In his essay, “Degrow or Die?” in the December/January 2011 Red Pepper magazine, John Bellamy Foster criticized degrowth advocates’ proposals for shorter working hours as not “dealing with the unemployment problem directly” and as not being viable on a broad scale unless they were part of a transition to “a post-capitalist (indeed socialist) society.” In his reply to Foster’s essay, Ted Benton defended the shorter working week as a potentially transformative innovation that would free time for “constructive, convivial and creative activities” as well as for expanded leisure.
While not wanting to downplay either the potentially transformative role of shorter working time or its prospects as a transitional element to a post-capitalist society, there is an important aspect of this issue that both writers appear to have overlooked. The result of shorter working time, increased time at the disposal of the individual worker, is not simply an improvement or a palliative. Disposable time is also a key conceptual category for Marx. In fact, it underlies “one of the most important points in the whole of political economy” (Engels): the distinction between labor and labor power. As Marx stressed in the Grundrisse, disposable time is the antithesis, from the perspective of the collective worker, of capital’s compulsive pursuit of surplus value.
Werner Sombart described the concept of capital as something that “did not exist before double-entry bookkeeping.” “Capital,” he wrote, “can be defined as that amount of wealth which is used in making profits and which enters into the accounts.” In “Accounting and Control of the Labour Process,” Rob Bryer has written of a capitalist mentality that consists of using accounting information to control the labor process “by holding the collective worker accountable for the rate of return on capital.” Such control from the bottom line is central, not incidental, to both the domination of the labor process by capital and the evolution of the ways that domination has been implemented through successive forms of technology. Any alternative to that domination requires the development of a counter-mentality, one that “turns the capitalist development of calculation and accountability to other ends.”
Bryer called such a counter-mentality a “socialist mentality” but I would amend that to a “social accounting mentality” to both enlist and implicate an incumbent social-accounting tradition as well as to distance the alternative mentality from advocacy of state socialism. Ownership of the means of production may well be beside the point. The forms of adaptable ownership — including, crucially, the revitalization of the commons — may be more eclectic than traditional socialism assumes.

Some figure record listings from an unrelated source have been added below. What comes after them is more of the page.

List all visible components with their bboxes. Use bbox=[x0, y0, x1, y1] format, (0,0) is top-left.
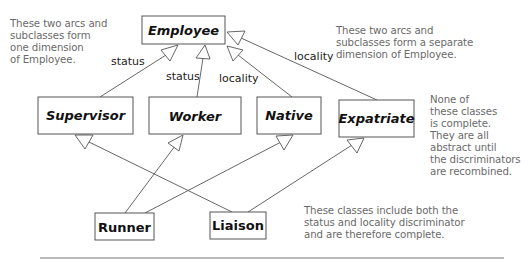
discriminator-label-locality: locality bbox=[294, 50, 334, 63]
svg-text:the discriminators: the discriminators bbox=[430, 154, 521, 165]
generalization-arrowhead-icon bbox=[196, 45, 210, 59]
class-native[interactable]: Native bbox=[257, 97, 321, 134]
note-left: These two arcs and subclasses form one d… bbox=[9, 18, 107, 65]
note-top-right: These two arcs and subclasses form a sep… bbox=[335, 25, 473, 60]
generalization-arrowhead-icon bbox=[227, 31, 245, 45]
svg-text:These two arcs and: These two arcs and bbox=[9, 18, 107, 29]
discriminator-label-locality: locality bbox=[219, 72, 259, 85]
class-liaison[interactable]: Liaison bbox=[210, 212, 266, 239]
discriminator-label-status: status bbox=[166, 70, 200, 83]
class-name: Runner bbox=[98, 220, 152, 235]
svg-text:of Employee.: of Employee. bbox=[10, 54, 76, 65]
arc-liaison-supervisor bbox=[75, 135, 232, 212]
class-name: Liaison bbox=[212, 218, 264, 233]
svg-text:these classes: these classes bbox=[430, 106, 497, 117]
class-expatriate[interactable]: Expatriate bbox=[338, 100, 414, 137]
svg-text:None of: None of bbox=[430, 94, 469, 105]
class-name: Employee bbox=[148, 23, 219, 38]
svg-text:are recombined.: are recombined. bbox=[430, 166, 512, 177]
generalization-arrowhead-icon bbox=[75, 135, 93, 149]
generalization-arrowhead-icon bbox=[161, 45, 178, 61]
class-employee[interactable]: Employee bbox=[142, 16, 225, 44]
svg-text:These two arcs and: These two arcs and bbox=[335, 25, 433, 36]
generalization-arrowhead-icon bbox=[347, 138, 364, 153]
class-runner[interactable]: Runner bbox=[95, 213, 154, 240]
svg-text:abstract until: abstract until bbox=[430, 142, 496, 153]
generalization-arrowhead-icon bbox=[168, 135, 183, 151]
note-right: None of these classes is complete. They … bbox=[429, 94, 521, 177]
svg-text:status and locality discrimina: status and locality discriminator bbox=[304, 217, 465, 228]
svg-text:one dimension: one dimension bbox=[10, 42, 84, 53]
generalization-arrowhead-icon bbox=[227, 46, 243, 61]
svg-text:They are all: They are all bbox=[429, 130, 489, 141]
class-name: Supervisor bbox=[46, 108, 127, 123]
class-name: Expatriate bbox=[338, 111, 414, 126]
uml-generalization-diagram: Employee Supervisor Worker Native Expatr… bbox=[0, 0, 532, 265]
discriminator-label-status: status bbox=[111, 55, 145, 68]
class-supervisor[interactable]: Supervisor bbox=[38, 97, 133, 134]
svg-text:dimension of Employee.: dimension of Employee. bbox=[336, 49, 457, 60]
class-name: Worker bbox=[169, 109, 223, 124]
svg-text:is complete.: is complete. bbox=[430, 118, 491, 129]
arc-runner-native bbox=[145, 135, 293, 213]
svg-text:and are therefore complete.: and are therefore complete. bbox=[304, 229, 444, 240]
generalization-arrowhead-icon bbox=[276, 135, 293, 150]
svg-text:subclasses form: subclasses form bbox=[10, 30, 91, 41]
class-name: Native bbox=[265, 108, 313, 123]
svg-text:These classes include both the: These classes include both the bbox=[303, 205, 458, 216]
svg-text:subclasses form a separate: subclasses form a separate bbox=[336, 37, 473, 48]
class-worker[interactable]: Worker bbox=[149, 97, 241, 134]
note-bottom: These classes include both the status an… bbox=[303, 205, 465, 240]
arc-liaison-expatriate bbox=[248, 138, 364, 212]
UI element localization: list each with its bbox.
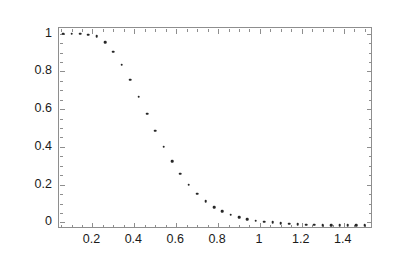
y-axis-tick (60, 175, 63, 176)
x-axis-tick-top (103, 29, 104, 32)
y-axis-tick-label: 0.4 (35, 139, 52, 153)
x-axis-tick-top (312, 29, 313, 32)
x-axis-tick-label: 1 (255, 232, 262, 246)
x-axis-tick-label: 0.4 (125, 232, 142, 246)
y-axis-tick (60, 185, 65, 186)
data-point (187, 183, 190, 186)
data-point (129, 79, 132, 82)
x-axis-tick-top (187, 29, 188, 32)
x-axis-tick (218, 223, 219, 228)
x-axis-tick (208, 225, 209, 228)
data-point (363, 224, 366, 227)
data-point (87, 33, 90, 36)
x-axis-tick-label: 0.6 (167, 232, 184, 246)
data-point (146, 113, 149, 116)
x-axis-tick-top (365, 29, 366, 32)
y-axis-tick (60, 43, 63, 44)
x-axis-tick (145, 225, 146, 228)
y-axis-tick (60, 109, 65, 110)
x-axis-tick (61, 225, 62, 228)
x-axis-tick (333, 225, 334, 228)
data-point (296, 223, 299, 226)
data-point (313, 224, 316, 227)
y-axis-tick (60, 71, 65, 72)
x-axis-tick-top (333, 29, 334, 32)
y-axis-tick (60, 53, 63, 54)
data-point (288, 223, 291, 226)
x-axis-tick (249, 225, 250, 228)
x-axis-tick-top (113, 29, 114, 32)
x-axis-tick (166, 225, 167, 228)
x-axis-tick-top (208, 29, 209, 32)
data-point (104, 41, 107, 44)
y-axis-tick-right (367, 34, 372, 35)
x-axis-tick (113, 225, 114, 228)
y-axis-tick-right (369, 119, 372, 120)
y-axis-tick-right (369, 137, 372, 138)
data-point (305, 223, 308, 226)
data-point (137, 96, 140, 99)
x-axis-tick-top (239, 29, 240, 32)
y-axis-tick-right (369, 175, 372, 176)
x-axis-tick (134, 223, 135, 228)
data-point (62, 32, 65, 35)
x-axis-tick (176, 223, 177, 228)
y-axis-tick (60, 204, 63, 205)
x-axis-tick-top (92, 29, 93, 34)
data-point (112, 50, 115, 53)
x-axis-tick (270, 225, 271, 228)
y-axis-tick-label: 0.2 (35, 177, 52, 191)
y-axis-tick-right (369, 194, 372, 195)
data-point (154, 130, 157, 133)
y-axis-tick-label: 0.8 (35, 63, 52, 77)
x-axis-tick (103, 225, 104, 228)
x-axis-tick-top (281, 29, 282, 32)
x-axis-tick-label: 1.4 (334, 232, 351, 246)
data-point (347, 224, 350, 227)
y-axis-tick (60, 194, 63, 195)
y-axis-tick-right (369, 156, 372, 157)
x-axis-tick-top (354, 29, 355, 32)
data-point (355, 224, 358, 227)
y-axis-tick-right (367, 222, 372, 223)
x-axis-tick-top (229, 29, 230, 32)
data-point (280, 222, 283, 225)
x-axis-tick-top (155, 29, 156, 32)
y-axis-tick (60, 147, 65, 148)
x-axis-tick (82, 225, 83, 228)
y-axis-tick-right (367, 185, 372, 186)
x-axis-tick (344, 223, 345, 228)
y-axis-tick-right (369, 90, 372, 91)
y-axis-tick-labels: 00.20.40.60.81 (0, 0, 52, 267)
y-axis-tick-right (369, 81, 372, 82)
x-axis-tick-top (134, 29, 135, 34)
data-point (162, 146, 165, 149)
x-axis-tick (187, 225, 188, 228)
y-axis-tick-right (369, 100, 372, 101)
y-axis-tick-right (369, 53, 372, 54)
x-axis-tick (155, 225, 156, 228)
x-axis-tick-top (323, 29, 324, 32)
data-point (238, 216, 241, 219)
x-axis-tick-top (249, 29, 250, 32)
data-point (321, 224, 324, 227)
x-axis-tick-top (260, 29, 261, 34)
data-point (338, 224, 341, 227)
x-axis-tick-top (82, 29, 83, 32)
x-axis-tick-top (302, 29, 303, 34)
x-axis-tick-top (145, 29, 146, 32)
x-axis-tick-top (197, 29, 198, 32)
y-axis-tick-right (369, 62, 372, 63)
x-axis-tick (197, 225, 198, 228)
data-point (204, 200, 207, 203)
y-axis-tick-right (369, 128, 372, 129)
x-axis-tick (281, 225, 282, 228)
y-axis-tick (60, 128, 63, 129)
y-axis-tick-right (369, 213, 372, 214)
data-point (229, 214, 232, 217)
data-point (171, 160, 174, 163)
x-axis-tick-label: 0.8 (208, 232, 225, 246)
y-axis-tick-label: 1 (45, 26, 52, 40)
data-point (254, 219, 257, 222)
y-axis-tick (60, 222, 65, 223)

It is not private ownership per se that is onerous but its hypertrophy and its domination over the labor process that a one-dimensional accounting mentality enforces.

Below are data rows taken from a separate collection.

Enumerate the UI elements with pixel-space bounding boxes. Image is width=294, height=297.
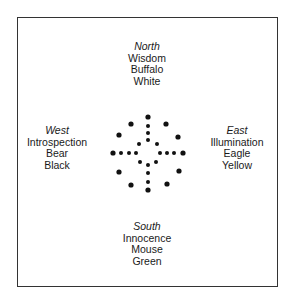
medicine-wheel-dots-icon <box>0 0 294 297</box>
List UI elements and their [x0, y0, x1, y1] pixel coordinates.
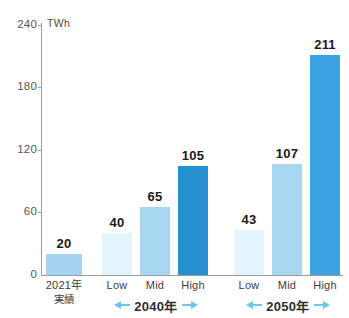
y-tick-label-0: 0: [0, 269, 37, 281]
y-tick-label-240: 240: [0, 19, 37, 31]
y-tick-mark-180: [38, 87, 42, 88]
y-axis-unit-label: TWh: [47, 17, 70, 29]
y-tick-label-120: 120: [0, 144, 37, 156]
x-label-2050-mid: Mid: [267, 279, 307, 293]
group-span-2050: 2050年: [230, 295, 346, 315]
bar-value-2021-actual: 20: [42, 237, 86, 250]
x-label-2050-high: High: [304, 279, 346, 293]
bar-value-2040-low: 40: [97, 216, 137, 229]
x-label-2021: 2021年 実績: [40, 279, 88, 306]
bar-value-2040-mid: 65: [135, 190, 175, 203]
arrow-right-icon: [182, 301, 198, 309]
x-label-2021-sub: 実績: [40, 293, 88, 306]
y-tick-mark-240: [38, 25, 42, 26]
arrow-right-icon: [314, 301, 330, 309]
x-label-2040-low: Low: [97, 279, 137, 293]
bar-value-2050-low: 43: [229, 213, 269, 226]
x-label-2040-high: High: [172, 279, 214, 293]
y-tick-label-60: 60: [0, 206, 37, 218]
y-tick-label-180: 180: [0, 81, 37, 93]
bar-value-2050-mid: 107: [264, 147, 310, 160]
bar-2040-high: [178, 166, 208, 275]
x-label-2021-year: 2021年: [46, 279, 82, 291]
bar-2040-mid: [140, 207, 170, 275]
bar-2050-low: [234, 230, 264, 275]
arrow-left-icon: [246, 301, 262, 309]
bar-value-2050-high: 211: [302, 38, 348, 51]
y-tick-mark-60: [38, 212, 42, 213]
bar-2021-actual: [46, 254, 82, 275]
bar-2050-mid: [272, 164, 302, 275]
x-label-2040-mid: Mid: [135, 279, 175, 293]
bar-value-2040-high: 105: [170, 149, 216, 162]
bar-2040-low: [102, 233, 132, 275]
arrow-left-icon: [114, 301, 130, 309]
x-axis-line: [41, 275, 343, 276]
bar-2050-high: [310, 55, 340, 275]
x-label-2050-low: Low: [229, 279, 269, 293]
group-label-2050: 2050年: [266, 296, 309, 315]
bar-chart: TWh 240 180 120 60 0 20 40 65 105 43 107…: [0, 0, 349, 318]
group-label-2040: 2040年: [134, 296, 177, 315]
group-span-2040: 2040年: [98, 295, 214, 315]
y-tick-mark-120: [38, 150, 42, 151]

Social accounting is simply the kind of accounting that has to be done when two or more accounting entities are being aggregated. It differs from the accounting of a single enterprise in the way that transactions between the constituent parts are treated. Great care needs to be taken in defining the boundaries between parties to avoid errors such as “double counting.” It is, in effect, the systematic double counting (triple counting, etc.) of the returns due to capital that maintains the social domination of capital and obstructs social justice.

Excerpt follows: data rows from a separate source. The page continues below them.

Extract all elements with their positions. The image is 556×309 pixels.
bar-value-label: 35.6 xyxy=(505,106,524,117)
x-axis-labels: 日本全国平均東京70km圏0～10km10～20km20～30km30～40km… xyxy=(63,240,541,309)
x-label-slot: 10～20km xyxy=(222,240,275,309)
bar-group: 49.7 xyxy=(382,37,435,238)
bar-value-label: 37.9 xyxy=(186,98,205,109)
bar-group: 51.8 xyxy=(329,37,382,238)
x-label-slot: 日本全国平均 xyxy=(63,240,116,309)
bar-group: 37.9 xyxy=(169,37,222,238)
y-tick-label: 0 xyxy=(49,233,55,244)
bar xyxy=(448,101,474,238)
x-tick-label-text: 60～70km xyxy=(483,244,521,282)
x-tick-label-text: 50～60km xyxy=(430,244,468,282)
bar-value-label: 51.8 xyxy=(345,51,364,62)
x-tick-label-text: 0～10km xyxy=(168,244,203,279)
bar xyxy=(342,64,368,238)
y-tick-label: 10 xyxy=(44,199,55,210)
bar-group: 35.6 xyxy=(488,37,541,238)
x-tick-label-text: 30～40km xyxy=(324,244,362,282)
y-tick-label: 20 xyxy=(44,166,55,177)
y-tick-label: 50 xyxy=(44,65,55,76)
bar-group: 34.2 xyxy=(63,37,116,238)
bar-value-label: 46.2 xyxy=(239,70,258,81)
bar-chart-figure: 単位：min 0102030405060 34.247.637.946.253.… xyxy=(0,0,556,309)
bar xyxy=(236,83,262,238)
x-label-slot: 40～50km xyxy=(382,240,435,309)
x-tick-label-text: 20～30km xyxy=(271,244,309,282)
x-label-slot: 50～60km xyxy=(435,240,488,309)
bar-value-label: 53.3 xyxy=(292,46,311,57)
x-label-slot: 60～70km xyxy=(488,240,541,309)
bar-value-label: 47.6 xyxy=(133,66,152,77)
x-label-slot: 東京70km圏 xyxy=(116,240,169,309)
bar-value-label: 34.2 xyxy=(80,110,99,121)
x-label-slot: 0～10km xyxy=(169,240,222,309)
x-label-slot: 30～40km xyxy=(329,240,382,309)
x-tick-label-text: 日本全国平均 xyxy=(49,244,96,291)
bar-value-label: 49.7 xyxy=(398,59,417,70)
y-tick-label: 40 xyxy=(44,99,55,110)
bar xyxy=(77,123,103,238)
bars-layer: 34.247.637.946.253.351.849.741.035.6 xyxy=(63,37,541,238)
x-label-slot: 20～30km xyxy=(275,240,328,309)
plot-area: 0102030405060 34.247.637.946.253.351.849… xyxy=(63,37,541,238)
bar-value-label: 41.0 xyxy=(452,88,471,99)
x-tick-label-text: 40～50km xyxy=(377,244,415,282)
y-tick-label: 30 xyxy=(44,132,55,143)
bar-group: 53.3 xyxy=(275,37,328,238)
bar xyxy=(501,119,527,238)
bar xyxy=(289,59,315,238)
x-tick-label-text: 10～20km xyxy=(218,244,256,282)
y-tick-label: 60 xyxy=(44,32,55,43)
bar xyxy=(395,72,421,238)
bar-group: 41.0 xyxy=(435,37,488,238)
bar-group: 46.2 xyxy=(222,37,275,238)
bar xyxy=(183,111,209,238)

Among the most elementary and symptomatic forms of double counting is the exclusion from national income accounts of consideration for gain or loss of disposable time. Overcoming that exclusion is a fundamental strategic necessity for contesting the social domination of capital. (See the author’s “Time on the Ledger: Social Accounting for the Good Society” and Jobs, Liberty and the Bottom Line for an elaboration of the proposed strategy and an historical survey of social thought anticipating such an approach.)
Reading the 1821 pamphlet, The Source and Remedy of the National Difficulties and then reading the passages in the Grundrisse and the Economic Manuscript of 1861-63 where Marx cited that pamphlet, one can almost hear the gears turning in Marx’s brain and a light clicking on. “Not labor, but labor power!” Marx’s own metaphor was more explosive:
Forces of production and social relations — two different sides of the development of the social individual — appear to capital as mere means, and are merely means for it to produce on its limited foundation. In fact, however, they are the material conditions to blow this foundation sky-high. ‘Truly wealthy a nation, when the working day is 6 rather than 12 hours. Wealth is not command over surplus labour time’ (real wealth), ‘but rather, disposable time outside that needed in direct production, for every individual and the whole society.’ (The Source and Remedy etc. 1821, p. 6.) (Grundrisse, page 706)
Tom Walker is an independent scholar and activist who lives in Vancouver, Canada. He blogs at Ecological Headstand: <ecologicalheadstand.blogspot.com>.